45. Britney Spears – ‘Criminal’
December, did not chart
UK radio may have abandoned all support of Britney in 2011, but that didn’t stop the hits coming thick and fast. With a hilariously melodramatic video that saw the personality-free hitmaker rob a shop in riot-hit London, ‘Criminal’ is one of the year’s most under-rated pop songs. It’s got a flute in it, for Christ’s sake… A FLUTE!! And what’s more, it sounds more like Old School Britney than anything she’s released in years. A wailing vocal and a bubblegum drum beat, and here you have an overlooked Britney classic.
44. Alexis Jordan – ‘Good Girl’
February, Peak #6
Alexis’ album showed she wasn’t quite the Saviour Of Pop that ‘Happiness’ hinted at, but she still had a few more floorfilling aces up her sleeve. Not least ‘Good Girl’, which carried one of the year’s best rhymes – “You got what it takes, you better have some cake”. Alexis is already hard at work on Album No. 2, so let’s hope the follow-up to her eponymous debut has more songs like this and substantially less of the filler.

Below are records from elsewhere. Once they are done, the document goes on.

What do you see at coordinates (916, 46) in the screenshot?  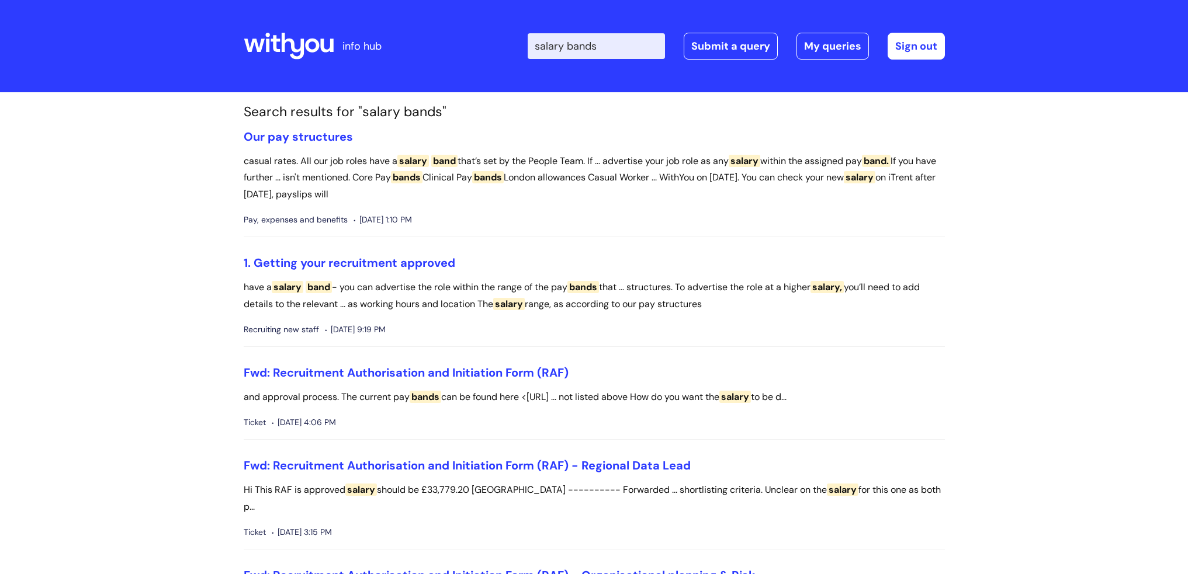 I see `a: Sign out` at bounding box center [916, 46].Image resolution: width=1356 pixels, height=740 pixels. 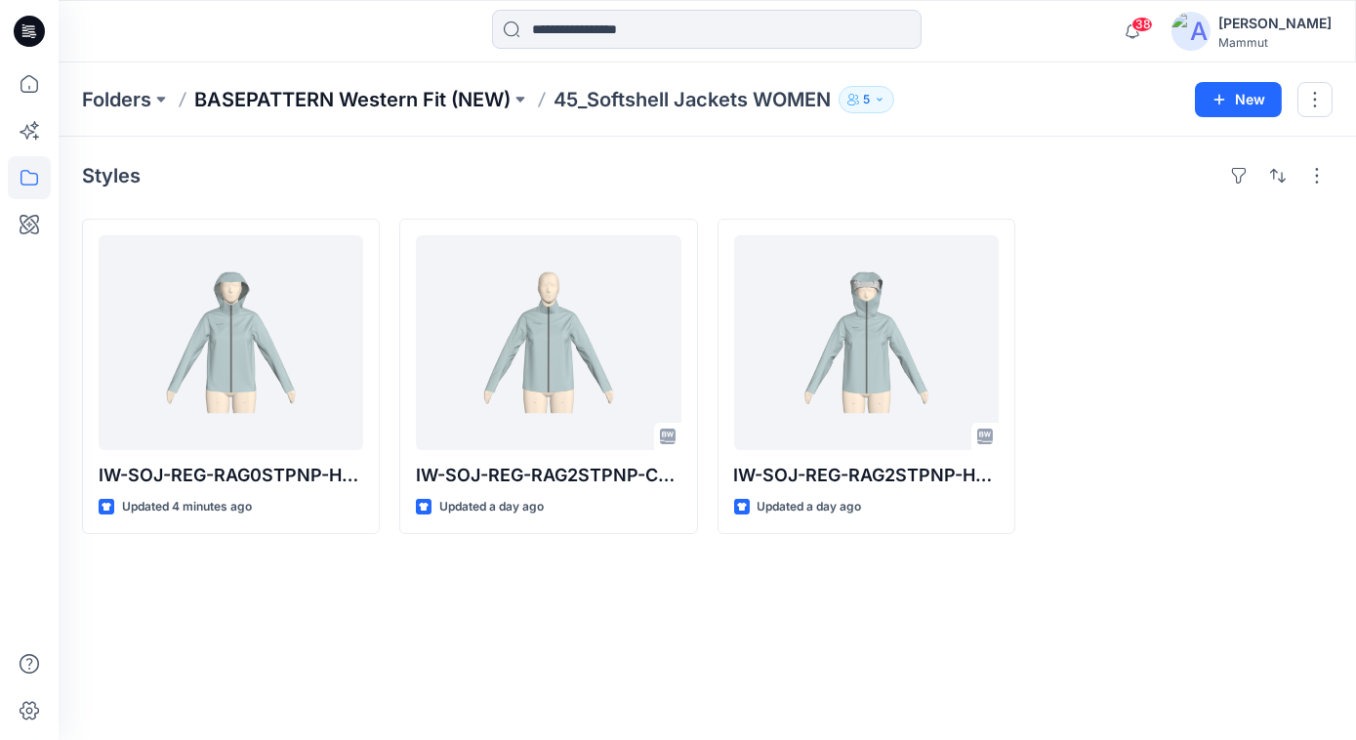 I want to click on a: IW-SOJ-REG-RAG2STPNP-COLL11-SS27, so click(x=548, y=343).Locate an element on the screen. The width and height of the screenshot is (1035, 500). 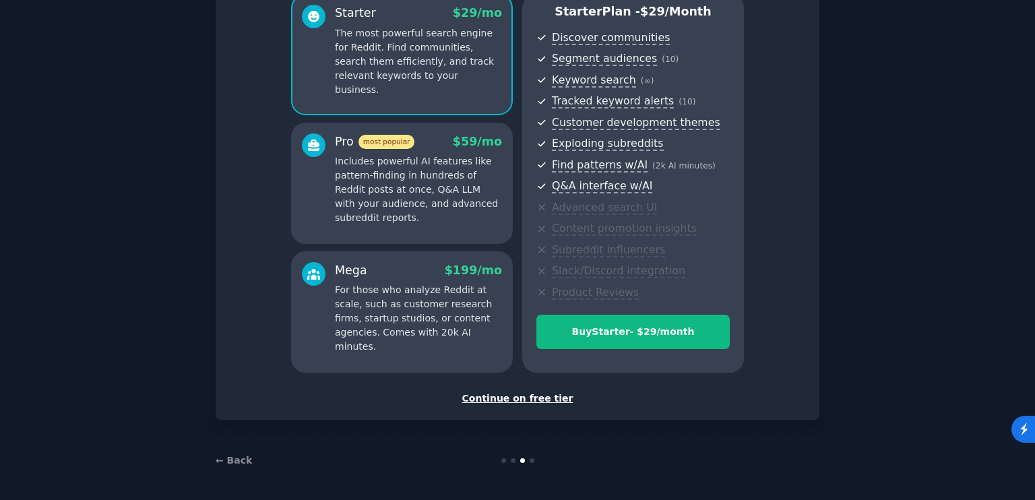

43. Ke$ha – ‘We R Who We R’
January, Peak #1
Missing two As and two Es from the title seems a bit 1990s, but ‘We R Who We R’ got the year started as only Ke$ha knows how – with terribly “sung” amazingness. An essential pre-drink anthem for students the nation – nay, world – over, the song saw in Animal expansion EP Cannibal, and gave the American her first stint at the UK No. 1 spot, without having to provide the chorus on Flo Rida’s fucking terrible ‘Right Round’.
42. Maroon 5 ft. Christina Aguilara – ‘Moves Like Jagger’
August, Peak #2
The Number 1 that never was, ‘Moves Like Jagger’ may have been a chart-topper in the US but it spent a painfully drawn out SEVEN weeks waiting patiently at No. 2 in the UK. What eventually spoiled it? Being horrendously overplayed. But putting one of the last decade’s most under-appreciated bands firmly back on the global A-list, and with good reason, it’s undeniably one of the biggest hits of 2011.
41. Charlene Soraia – ‘Wherever You Will Go’
October, Peak #3
Essentially the 2011 equivalent of Ellie Goulding’s ‘Your Song’, Charlene’s stripped-back, Sophie Habibis-encouraging spin on ‘Wherever You Will Go’ shot to the higher end of the charts thanks to a spot on a high-profile TV ad. It is undeniably lovely – perfectly pitched for this time of the year, and making enough of a change to the original to make it a good song in its own right. And the way she pronounces ‘wherever’ as ‘whewwwever’ is just too damn adorable.
Coming up in Numbers 40-31: an array of global megastars, one guitar-wielding newcomer, and another boyband. Check back on Monday.